In December 2015, Obama signed the Every Student Succeeds Act (ESSA) into law. Like its predecessor, No Child Left Behind, it was a revamp of the Elementary and Secondary Education Act of 1965- the federal government’s first major intrusion into education policy.
ESSA was sold as being a vehicle to give states more control in determining standards, implementing them, and gauging their success. To some (64 House Republicans and 12 Republican Senators), it did not go far enough. In reality, it did no such thing except change the name of a top-down philosophy.
When you have the likes of Chuck Schumer, Nancy Pelosi and Arne Duncan singing its praises, that should have been a signal that things were not as they seemed. The bill totals 1,061 pages of legalese, which was an improvement considering the number of pages it took to write Obamacare into law. The National Governor’s Association and the Council of Chief State School Officials lent their endorsement. Another 37 Left-leaning organizations and think tanks supported it. And most ominously, the copyright owners of Common Core gave their enthusiastic support.
The nuts and bolts are thus: any state standards must be submitted to the federal government which then must approve them provided they conform to 11 different federal statutes. They included the: Workforce Innovation and Opportunity Act, the Head Start program, and the Education Sciences Reform Act, among others. Standards based on a classical model would not meet the criteria and be disapproved. The result is that states, in order to receive approval (and federal funding) would have to conform to something akin to Common Core, or Common Core-lite.
What caused many to eventually vote for the bill was increased funding for preschool. Considered “baby Common Core” by its critics, it expands preschool funding above the $20 billion annually expended spread over an existing 45 programs. It also leaves in place and, in fact, doubles down on Head Start which is an unmitigated failure.
In over 10 years of substitute teaching K-8 students, the most recent four having a pre-K program, this writer has seen the results of Head Start which basically confirms most empirical studies on a losing program. In terms of preschool education, parents have certain options: private preschool, nothing or home enrichment, Head Start, or the district-run voluntary preschool program. As the district renovated or rebuilt aging schools, they added classroom space for preschool children so that they can attend a neighborhood school.
Those that had attended Head Start are probably the least academically prepared for formal schooling. Those that attended the district run preschool program better adjust to kindergarten because they are aware of expectations and the culture of the school. Their behavior is better and there is less separation anxiety, yet their academics are not much better than those children who attended no preschool whatsoever; somewhat mixed results, if you will.
ESSA ignores these facts and doubles down on a failing preschool model. Although some of the more stringent requirements of testing were somewhat relaxed under ESSA, it nevertheless did not remove the mandate that students be tested in grades 3-8 and once in high school- a requirement under No Child Left Behind. While one understands the need for gauging student performance and accountability, the unfortunate result has been that teachers, instead of teaching a well-rounded classical curriculum, now teach to a standardized test. Unfortunately, that test is the PARCC and even more unfortunate is that the PARCC directly measures achievement using the Common Core standards.
New Jersey is a perfect example of this phenomena. They received a waiver under ESSA to pull out of Common Core since the state-established standards meet the federal guidelines. However, they failed to jettison the PARCC test as the gauge of student performance and accountability. In effect, you have a rejection of Common Core in name only while establishing a de facto Common Core curriculum.
True educational reform does not mean more intrusion by the federal government, or changing the name of something with smoke-and-mirror legislation, then patting yourself on the back claiming you are returning the role of education to the states and local governments. It should mean empowering parents and involving them in their child’s education. It should not mean the school becoming the fall-back parent from age 3-18.
If you ask any good teacher, they will tell you the greatest determinant of student achievement is parent involvement. It is why private schools, in general, outperform public schools. The mere fact that a parent decided to forego a public education for their child is an indication of involvement. The same can be said for charter schools and homeschooling. Unfortunately, ESSA- like every federal education law before it- cuts the parent from the equation other than the obligatory letter home telling of the student’s score on some standardized test as compared to the rest of the students in the school and district.
Thanks to the federal government with its carrot of federal money, we no longer have a body of student learners. They are a group of test takers guided by a curriculum geared towards success on a test. ESSA pushes that mindset earlier into a child’s development by now getting its hooks into the preschool-age child.
Let us not kid ourselves about this law. It is simply all that came before it under a different name with a nice-sounding title. Nobody wants a child left behind and everybody wants a student to succeed. The failed lesson of years of throwing money at a problem has not been learned. That makes Congress no better than any student who fails a standardized test.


* **REQUIREMENT**:
Drop every picture, then transcribe the remaining data exactly.

Figure collection entries:
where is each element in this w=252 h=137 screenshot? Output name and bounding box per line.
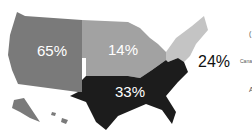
label-midwest: 14% — [108, 41, 138, 58]
region-hawaii[interactable] — [51, 112, 68, 124]
label-south: 33% — [115, 83, 145, 100]
label-west: 65% — [37, 42, 67, 59]
region-alaska[interactable] — [12, 98, 40, 122]
canada-label-partial: Cana — [240, 58, 252, 64]
edge-glyph-bottom: A — [249, 86, 252, 93]
label-northeast: 24% — [198, 53, 230, 71]
edge-glyph-top: ( — [249, 30, 251, 37]
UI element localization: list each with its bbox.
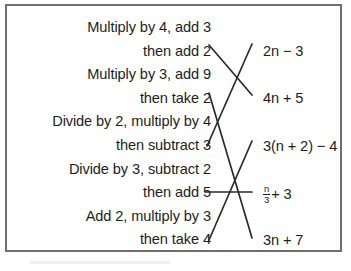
- fraction-suffix: + 3: [271, 186, 291, 202]
- fraction: n 3: [263, 184, 270, 204]
- expression-item: 4n + 5: [263, 90, 303, 106]
- instruction-line: Divide by 2, multiply by 4: [15, 110, 211, 134]
- instruction-line: Multiply by 4, add 3: [15, 16, 211, 40]
- instruction-line: Divide by 3, subtract 2: [15, 158, 211, 182]
- expression-item: 2n − 3: [263, 43, 303, 59]
- screenshot-root: Multiply by 4, add 3 then add 2 Multiply…: [0, 0, 351, 271]
- matching-exercise-panel: Multiply by 4, add 3 then add 2 Multiply…: [5, 4, 342, 252]
- instruction-line: then add 5: [15, 181, 211, 205]
- expression-item-fraction: n 3 + 3: [263, 185, 292, 205]
- instruction-line: then take 2: [15, 87, 211, 111]
- scan-artifact: [30, 261, 170, 264]
- fraction-denominator: 3: [263, 194, 270, 205]
- fraction-numerator: n: [263, 184, 270, 194]
- instruction-line: Add 2, multiply by 3: [15, 205, 211, 229]
- instruction-column: Multiply by 4, add 3 then add 2 Multiply…: [15, 16, 211, 252]
- instruction-line: then take 4: [15, 228, 211, 252]
- instruction-line: then add 2: [15, 40, 211, 64]
- instruction-line: then subtract 3: [15, 134, 211, 158]
- instruction-line: Multiply by 3, add 9: [15, 63, 211, 87]
- expression-item: 3n + 7: [263, 232, 303, 248]
- expression-item: 3(n + 2) − 4: [263, 138, 337, 154]
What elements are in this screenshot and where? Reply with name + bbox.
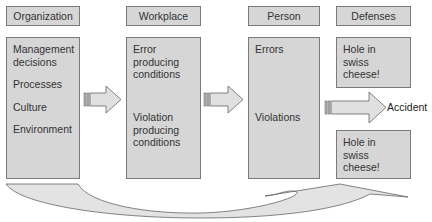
person-box: Errors Violations: [248, 37, 320, 179]
header-label: Organization: [13, 10, 73, 22]
item-management-decisions: Management decisions: [13, 43, 75, 68]
item-environment: Environment: [13, 123, 73, 136]
header-person: Person: [248, 6, 320, 26]
header-organization: Organization: [6, 6, 80, 26]
item-hole-swiss-cheese: Hole in swiss cheese!: [343, 43, 385, 81]
header-label: Person: [267, 10, 300, 22]
item-error-producing-conditions: Error producing conditions: [133, 43, 189, 111]
item-culture: Culture: [13, 101, 73, 114]
organization-box: Management decisions Processes Culture E…: [6, 37, 80, 179]
workplace-box: Error producing conditions Violation pro…: [126, 37, 201, 179]
header-label: Defenses: [351, 10, 395, 22]
defense-box-bottom: Hole in swiss cheese!: [336, 130, 411, 179]
defense-box-top: Hole in swiss cheese!: [336, 37, 411, 88]
item-errors: Errors: [255, 43, 313, 111]
item-processes: Processes: [13, 78, 73, 91]
item-violation-producing-conditions: Violation producing conditions: [133, 111, 189, 149]
header-label: Workplace: [139, 10, 188, 22]
curved-feedback-arrow: [6, 184, 408, 218]
item-violations: Violations: [255, 111, 313, 124]
arrow-org-to-workplace: [84, 86, 121, 113]
arrow-workplace-to-person: [204, 86, 243, 113]
item-hole-swiss-cheese: Hole in swiss cheese!: [343, 136, 385, 174]
header-defenses: Defenses: [336, 6, 411, 26]
header-workplace: Workplace: [126, 6, 201, 26]
accident-label: Accident: [387, 101, 427, 113]
arrow-to-accident: [325, 92, 386, 123]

* **SOLUTION FOR THIS PROBLEM**:
where is each element in this w=252 h=137 screenshot? Output name and bounding box per line.
label-midwest: 14% — [108, 41, 138, 58]
region-hawaii[interactable] — [51, 112, 68, 124]
label-south: 33% — [115, 83, 145, 100]
label-west: 65% — [37, 42, 67, 59]
region-alaska[interactable] — [12, 98, 40, 122]
canada-label-partial: Cana — [240, 58, 252, 64]
edge-glyph-bottom: A — [249, 86, 252, 93]
label-northeast: 24% — [198, 53, 230, 71]
edge-glyph-top: ( — [249, 30, 251, 37]
UI element localization: list each with its bbox.
- fraction-suffix: + 3: [271, 186, 291, 202]
- fraction: n 3: [263, 184, 270, 204]
- expression-item: 4n + 5: [263, 90, 303, 106]
- instruction-line: Divide by 2, multiply by 4: [15, 110, 211, 134]
- instruction-line: Multiply by 4, add 3: [15, 16, 211, 40]
- instruction-line: Divide by 3, subtract 2: [15, 158, 211, 182]
- expression-item: 2n − 3: [263, 43, 303, 59]
- screenshot-root: Multiply by 4, add 3 then add 2 Multiply…: [0, 0, 351, 271]
- matching-exercise-panel: Multiply by 4, add 3 then add 2 Multiply…: [5, 4, 342, 252]
- instruction-line: then add 5: [15, 181, 211, 205]
- expression-item-fraction: n 3 + 3: [263, 185, 292, 205]
- instruction-line: then take 2: [15, 87, 211, 111]
- scan-artifact: [30, 261, 170, 264]
- fraction-denominator: 3: [263, 194, 270, 205]
- fraction-numerator: n: [263, 184, 270, 194]
- instruction-line: Add 2, multiply by 3: [15, 205, 211, 229]
- instruction-column: Multiply by 4, add 3 then add 2 Multiply…: [15, 16, 211, 252]
- instruction-line: then take 4: [15, 228, 211, 252]
- instruction-line: then add 2: [15, 40, 211, 64]
- instruction-line: then subtract 3: [15, 134, 211, 158]
- instruction-line: Multiply by 3, add 9: [15, 63, 211, 87]
- expression-item: 3n + 7: [263, 232, 303, 248]
- expression-item: 3(n + 2) − 4: [263, 138, 337, 154]
What elements are in this screenshot and where? Reply with name + bbox.
person-box: Errors Violations: [248, 37, 320, 179]
header-label: Organization: [13, 10, 73, 22]
item-management-decisions: Management decisions: [13, 43, 75, 68]
item-environment: Environment: [13, 123, 73, 136]
header-person: Person: [248, 6, 320, 26]
header-organization: Organization: [6, 6, 80, 26]
item-hole-swiss-cheese: Hole in swiss cheese!: [343, 43, 385, 81]
header-label: Person: [267, 10, 300, 22]
item-error-producing-conditions: Error producing conditions: [133, 43, 189, 111]
item-culture: Culture: [13, 101, 73, 114]
organization-box: Management decisions Processes Culture E…: [6, 37, 80, 179]
workplace-box: Error producing conditions Violation pro…: [126, 37, 201, 179]
header-label: Defenses: [351, 10, 395, 22]
defense-box-bottom: Hole in swiss cheese!: [336, 130, 411, 179]
defense-box-top: Hole in swiss cheese!: [336, 37, 411, 88]
item-errors: Errors: [255, 43, 313, 111]
item-processes: Processes: [13, 78, 73, 91]
item-violation-producing-conditions: Violation producing conditions: [133, 111, 189, 149]
header-label: Workplace: [139, 10, 188, 22]
curved-feedback-arrow: [6, 184, 408, 218]
item-violations: Violations: [255, 111, 313, 124]
arrow-org-to-workplace: [84, 86, 121, 113]
arrow-workplace-to-person: [204, 86, 243, 113]
item-hole-swiss-cheese: Hole in swiss cheese!: [343, 136, 385, 174]
header-defenses: Defenses: [336, 6, 411, 26]
header-workplace: Workplace: [126, 6, 201, 26]
accident-label: Accident: [387, 101, 427, 113]
arrow-to-accident: [325, 92, 386, 123]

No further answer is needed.